Maybe Harmonized Standards Are Becoming Freely Available Soon

Let’s start off my quoting my 30-year-old self, in the depths of the pandemic of 2020, unemployed and ranting about standards:

You might think that if certain rules apply to all companies of an industry that those rules should be freely available. Like law. Law texts are freely available. That makes sense. Because everyone in a country must comply with the law. And it’s easier to comply with the law if you can read it for free.

Currently, that’s not the case for the standards you need to comply with if you’re manufacturing a medical device, such as medical software. The ISO 13485, for example, is PDF file which you have to purchase to a price anywhere between 30€ and 150€, depending on which shady website you choose (check out our article on accessing standards to learn how to save money).

That might be changing. It seems that two organizations have taken on this fight with the EU – public.resource.org and Right to Know. I checked out their website and, from what it seems, they 1) don’t have fancy websites, 2) get straight to the point and 3) prefer to take real legal action instead of ranting on a website (which would be me). For all of those points, I respect them a lot.

Based on my broken understanding of the EU legislature, they filed a complaint with the EU Advocate General. And now, that Advocate General, a person named Laila Medina, has looked into the complaint and actually arrived at a similar conclusion:

“Advocate General Medina considers that, for the purposes of EU law in general and for the access to EU law in particular, and, given [Harmonized Technical Standards] indispensable role in the implementation of EU secondary legislation and their legal effects, they should, in principle, not benefit from copyright protection.”

So this is a fancy way of saying that those standards should be free.

Check out the quite well-readable EU press release here and the much more difficult to read actual opinion here.

If you like what those organizations are doing, check out the websites of public.resource.org and Right to Know and consider donating to them as they are nonprofits (I hope I got the links right – please correct me if I’m wrong!). The Right to Know people also seem to run a website called TheStory.ie on which they posted their own announcement of the EU Advocate General opinion.

What’s next? Building again on my broken EU legislation understanding, the next step now would be that the EU judges (?) have to deliberate (?) the case and arrive at some sort of conclusion (?). I don’t know when that will be and what we can expect.

But it’s cool to see other organizations fighting to fix these broken aspects of our current system, and that there’s a democratic process to give those complaints a fair chance based on their merit.

Who knows, maybe we’ll have free standards in the future.

Congratulations! You read this far.
Get notified when we post something new.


PROBLEM TO WORK ON:
Could you output each line below precisely as it stands, without the images?

AVAILABLE DATA below:

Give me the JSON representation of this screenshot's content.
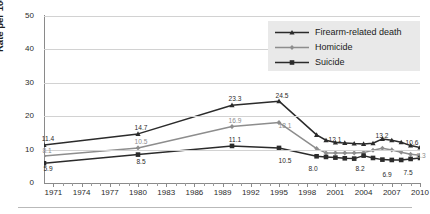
{
  "chart_data": {
    "type": "line",
    "title": "",
    "xlabel": "",
    "ylabel": "Rate per 100,000",
    "xlim": [
      1970,
      2010
    ],
    "ylim": [
      0,
      50
    ],
    "yticks": [
      0,
      10,
      20,
      30,
      40,
      50
    ],
    "xticks": [
      1971,
      1974,
      1977,
      1980,
      1983,
      1986,
      1989,
      1992,
      1995,
      1998,
      2001,
      2004,
      2007,
      2010
    ],
    "xtick_labels": [
      "1971",
      "1974",
      "1977",
      "1980",
      "1983",
      "1986",
      "1989",
      "1992",
      "1995",
      "1998",
      "2001",
      "2004",
      "2007",
      "2010"
    ],
    "ytick_labels": [
      "0",
      "10",
      "20",
      "30",
      "40",
      "50"
    ],
    "grid": "horizontal",
    "legend_position": "top-right",
    "series": [
      {
        "name": "Firearm-related death",
        "color": "#2b2b2b",
        "marker": "triangle",
        "x": [
          1970,
          1980,
          1990,
          1995,
          1999,
          2000,
          2001,
          2002,
          2003,
          2004,
          2005,
          2006,
          2007,
          2008,
          2009,
          2010
        ],
        "values": [
          11.4,
          14.7,
          23.3,
          24.5,
          14.4,
          12.8,
          12.1,
          12.0,
          11.8,
          11.7,
          11.9,
          13.2,
          12.8,
          12.2,
          11.2,
          10.6
        ]
      },
      {
        "name": "Homicide",
        "color": "#8d8d8d",
        "marker": "diamond",
        "x": [
          1970,
          1980,
          1990,
          1995,
          1999,
          2000,
          2001,
          2002,
          2003,
          2004,
          2005,
          2006,
          2007,
          2008,
          2009,
          2010
        ],
        "values": [
          8.1,
          10.5,
          16.9,
          18.1,
          10.3,
          9.0,
          9.0,
          9.0,
          9.0,
          9.1,
          9.8,
          10.4,
          9.9,
          9.2,
          8.6,
          8.3
        ]
      },
      {
        "name": "Suicide",
        "color": "#2b2b2b",
        "marker": "square",
        "x": [
          1970,
          1980,
          1990,
          1995,
          1999,
          2000,
          2001,
          2002,
          2003,
          2004,
          2005,
          2006,
          2007,
          2008,
          2009,
          2010
        ],
        "values": [
          5.9,
          8.5,
          11.1,
          10.5,
          8.0,
          7.8,
          7.6,
          7.4,
          7.3,
          8.2,
          7.5,
          7.0,
          6.9,
          6.9,
          7.2,
          7.5
        ]
      }
    ],
    "point_labels": [
      {
        "series": "Firearm-related death",
        "x": 1970,
        "value": 11.4,
        "text": "11.4",
        "tone": "dark",
        "px": 48,
        "py": 136
      },
      {
        "series": "Firearm-related death",
        "x": 1980,
        "value": 14.7,
        "text": "14.7",
        "tone": "dark",
        "px": 141,
        "py": 125
      },
      {
        "series": "Firearm-related death",
        "x": 1990,
        "value": 23.3,
        "text": "23.3",
        "tone": "dark",
        "px": 235,
        "py": 96
      },
      {
        "series": "Firearm-related death",
        "x": 1995,
        "value": 24.5,
        "text": "24.5",
        "tone": "dark",
        "px": 282,
        "py": 93
      },
      {
        "series": "Firearm-related death",
        "x": 2001,
        "value": 12.1,
        "text": "12.1",
        "tone": "dark",
        "px": 335,
        "py": 137
      },
      {
        "series": "Firearm-related death",
        "x": 2006,
        "value": 13.2,
        "text": "13.2",
        "tone": "dark",
        "px": 382,
        "py": 133
      },
      {
        "series": "Firearm-related death",
        "x": 2010,
        "value": 10.6,
        "text": "10.6",
        "tone": "dark",
        "px": 412,
        "py": 140
      },
      {
        "series": "Homicide",
        "x": 1970,
        "value": 8.1,
        "text": "8.1",
        "tone": "gray",
        "px": 47,
        "py": 148
      },
      {
        "series": "Homicide",
        "x": 1980,
        "value": 10.5,
        "text": "10.5",
        "tone": "gray",
        "px": 141,
        "py": 139
      },
      {
        "series": "Homicide",
        "x": 1990,
        "value": 16.9,
        "text": "16.9",
        "tone": "gray",
        "px": 235,
        "py": 118
      },
      {
        "series": "Homicide",
        "x": 1995,
        "value": 18.1,
        "text": "18.1",
        "tone": "gray",
        "px": 285,
        "py": 123
      },
      {
        "series": "Homicide",
        "x": 2010,
        "value": 8.3,
        "text": "8.3",
        "tone": "gray",
        "px": 421,
        "py": 153
      },
      {
        "series": "Suicide",
        "x": 1970,
        "value": 5.9,
        "text": "5.9",
        "tone": "dark",
        "px": 48,
        "py": 166
      },
      {
        "series": "Suicide",
        "x": 1980,
        "value": 8.5,
        "text": "8.5",
        "tone": "dark",
        "px": 141,
        "py": 159
      },
      {
        "series": "Suicide",
        "x": 1990,
        "value": 11.1,
        "text": "11.1",
        "tone": "dark",
        "px": 235,
        "py": 137
      },
      {
        "series": "Suicide",
        "x": 1995,
        "value": 10.5,
        "text": "10.5",
        "tone": "dark",
        "px": 285,
        "py": 158
      },
      {
        "series": "Suicide",
        "x": 1999,
        "value": 8.0,
        "text": "8.0",
        "tone": "dark",
        "px": 313,
        "py": 166
      },
      {
        "series": "Suicide",
        "x": 2004,
        "value": 8.2,
        "text": "8.2",
        "tone": "dark",
        "px": 360,
        "py": 166
      },
      {
        "series": "Suicide",
        "x": 2007,
        "value": 6.9,
        "text": "6.9",
        "tone": "dark",
        "px": 387,
        "py": 172
      },
      {
        "series": "Suicide",
        "x": 2010,
        "value": 7.5,
        "text": "7.5",
        "tone": "dark",
        "px": 408,
        "py": 170
      }
    ]
  },
  "legend": {
    "items": [
      {
        "label": "Firearm-related death",
        "marker": "triangle",
        "color": "#2b2b2b"
      },
      {
        "label": "Homicide",
        "marker": "diamond",
        "color": "#8d8d8d"
      },
      {
        "label": "Suicide",
        "marker": "square",
        "color": "#2b2b2b"
      }
    ]
  },
  "colors": {
    "firearm": "#2b2b2b",
    "homicide": "#8d8d8d",
    "suicide": "#2b2b2b",
    "grid": "#d2d2d2",
    "axis": "#8a8a8a",
    "legend_bg": "#e9e9e9"
  }
}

End of AVAILABLE DATA.

RESULT BELOW:
Give me the JSON representation of this screenshot's content.
{
  "chart_data": {
    "type": "line",
    "title": "",
    "xlabel": "",
    "ylabel": "Rate per 100,000",
    "xlim": [
      1970,
      2010
    ],
    "ylim": [
      0,
      50
    ],
    "yticks": [
      0,
      10,
      20,
      30,
      40,
      50
    ],
    "xticks": [
      1971,
      1974,
      1977,
      1980,
      1983,
      1986,
      1989,
      1992,
      1995,
      1998,
      2001,
      2004,
      2007,
      2010
    ],
    "xtick_labels": [
      "1971",
      "1974",
      "1977",
      "1980",
      "1983",
      "1986",
      "1989",
      "1992",
      "1995",
      "1998",
      "2001",
      "2004",
      "2007",
      "2010"
    ],
    "ytick_labels": [
      "0",
      "10",
      "20",
      "30",
      "40",
      "50"
    ],
    "grid": "horizontal",
    "legend_position": "top-right",
    "series": [
      {
        "name": "Firearm-related death",
        "color": "#2b2b2b",
        "marker": "triangle",
        "x": [
          1970,
          1980,
          1990,
          1995,
          1999,
          2000,
          2001,
          2002,
          2003,
          2004,
          2005,
          2006,
          2007,
          2008,
          2009,
          2010
        ],
        "values": [
          11.4,
          14.7,
          23.3,
          24.5,
          14.4,
          12.8,
          12.1,
          12.0,
          11.8,
          11.7,
          11.9,
          13.2,
          12.8,
          12.2,
          11.2,
          10.6
        ]
      },
      {
        "name": "Homicide",
        "color": "#8d8d8d",
        "marker": "diamond",
        "x": [
          1970,
          1980,
          1990,
          1995,
          1999,
          2000,
          2001,
          2002,
          2003,
          2004,
          2005,
          2006,
          2007,
          2008,
          2009,
          2010
        ],
        "values": [
          8.1,
          10.5,
          16.9,
          18.1,
          10.3,
          9.0,
          9.0,
          9.0,
          9.0,
          9.1,
          9.8,
          10.4,
          9.9,
          9.2,
          8.6,
          8.3
        ]
      },
      {
        "name": "Suicide",
        "color": "#2b2b2b",
        "marker": "square",
        "x": [
          1970,
          1980,
          1990,
          1995,
          1999,
          2000,
          2001,
          2002,
          2003,
          2004,
          2005,
          2006,
          2007,
          2008,
          2009,
          2010
        ],
        "values": [
          5.9,
          8.5,
          11.1,
          10.5,
          8.0,
          7.8,
          7.6,
          7.4,
          7.3,
          8.2,
          7.5,
          7.0,
          6.9,
          6.9,
          7.2,
          7.5
        ]
      }
    ],
    "point_labels": [
      {
        "series": "Firearm-related death",
        "x": 1970,
        "value": 11.4,
        "text": "11.4",
        "tone": "dark",
        "px": 48,
        "py": 136
      },
      {
        "series": "Firearm-related death",
        "x": 1980,
        "value": 14.7,
        "text": "14.7",
        "tone": "dark",
        "px": 141,
        "py": 125
      },
      {
        "series": "Firearm-related death",
        "x": 1990,
        "value": 23.3,
        "text": "23.3",
        "tone": "dark",
        "px": 235,
        "py": 96
      },
      {
        "series": "Firearm-related death",
        "x": 1995,
        "value": 24.5,
        "text": "24.5",
        "tone": "dark",
        "px": 282,
        "py": 93
      },
      {
        "series": "Firearm-related death",
        "x": 2001,
        "value": 12.1,
        "text": "12.1",
        "tone": "dark",
        "px": 335,
        "py": 137
      },
      {
        "series": "Firearm-related death",
        "x": 2006,
        "value": 13.2,
        "text": "13.2",
        "tone": "dark",
        "px": 382,
        "py": 133
      },
      {
        "series": "Firearm-related death",
        "x": 2010,
        "value": 10.6,
        "text": "10.6",
        "tone": "dark",
        "px": 412,
        "py": 140
      },
      {
        "series": "Homicide",
        "x": 1970,
        "value": 8.1,
        "text": "8.1",
        "tone": "gray",
        "px": 47,
        "py": 148
      },
      {
        "series": "Homicide",
        "x": 1980,
        "value": 10.5,
        "text": "10.5",
        "tone": "gray",
        "px": 141,
        "py": 139
      },
      {
        "series": "Homicide",
        "x": 1990,
        "value": 16.9,
        "text": "16.9",
        "tone": "gray",
        "px": 235,
        "py": 118
      },
      {
        "series": "Homicide",
        "x": 1995,
        "value": 18.1,
        "text": "18.1",
        "tone": "gray",
        "px": 285,
        "py": 123
      },
      {
        "series": "Homicide",
        "x": 2010,
        "value": 8.3,
        "text": "8.3",
        "tone": "gray",
        "px": 421,
        "py": 153
      },
      {
        "series": "Suicide",
        "x": 1970,
        "value": 5.9,
        "text": "5.9",
        "tone": "dark",
        "px": 48,
        "py": 166
      },
      {
        "series": "Suicide",
        "x": 1980,
        "value": 8.5,
        "text": "8.5",
        "tone": "dark",
        "px": 141,
        "py": 159
      },
      {
        "series": "Suicide",
        "x": 1990,
        "value": 11.1,
        "text": "11.1",
        "tone": "dark",
        "px": 235,
        "py": 137
      },
      {
        "series": "Suicide",
        "x": 1995,
        "value": 10.5,
        "text": "10.5",
        "tone": "dark",
        "px": 285,
        "py": 158
      },
      {
        "series": "Suicide",
        "x": 1999,
        "value": 8.0,
        "text": "8.0",
        "tone": "dark",
        "px": 313,
        "py": 166
      },
      {
        "series": "Suicide",
        "x": 2004,
        "value": 8.2,
        "text": "8.2",
        "tone": "dark",
        "px": 360,
        "py": 166
      },
      {
        "series": "Suicide",
        "x": 2007,
        "value": 6.9,
        "text": "6.9",
        "tone": "dark",
        "px": 387,
        "py": 172
      },
      {
        "series": "Suicide",
        "x": 2010,
        "value": 7.5,
        "text": "7.5",
        "tone": "dark",
        "px": 408,
        "py": 170
      }
    ]
  },
  "legend": {
    "items": [
      {
        "label": "Firearm-related death",
        "marker": "triangle",
        "color": "#2b2b2b"
      },
      {
        "label": "Homicide",
        "marker": "diamond",
        "color": "#8d8d8d"
      },
      {
        "label": "Suicide",
        "marker": "square",
        "color": "#2b2b2b"
      }
    ]
  },
  "colors": {
    "firearm": "#2b2b2b",
    "homicide": "#8d8d8d",
    "suicide": "#2b2b2b",
    "grid": "#d2d2d2",
    "axis": "#8a8a8a",
    "legend_bg": "#e9e9e9"
  }
}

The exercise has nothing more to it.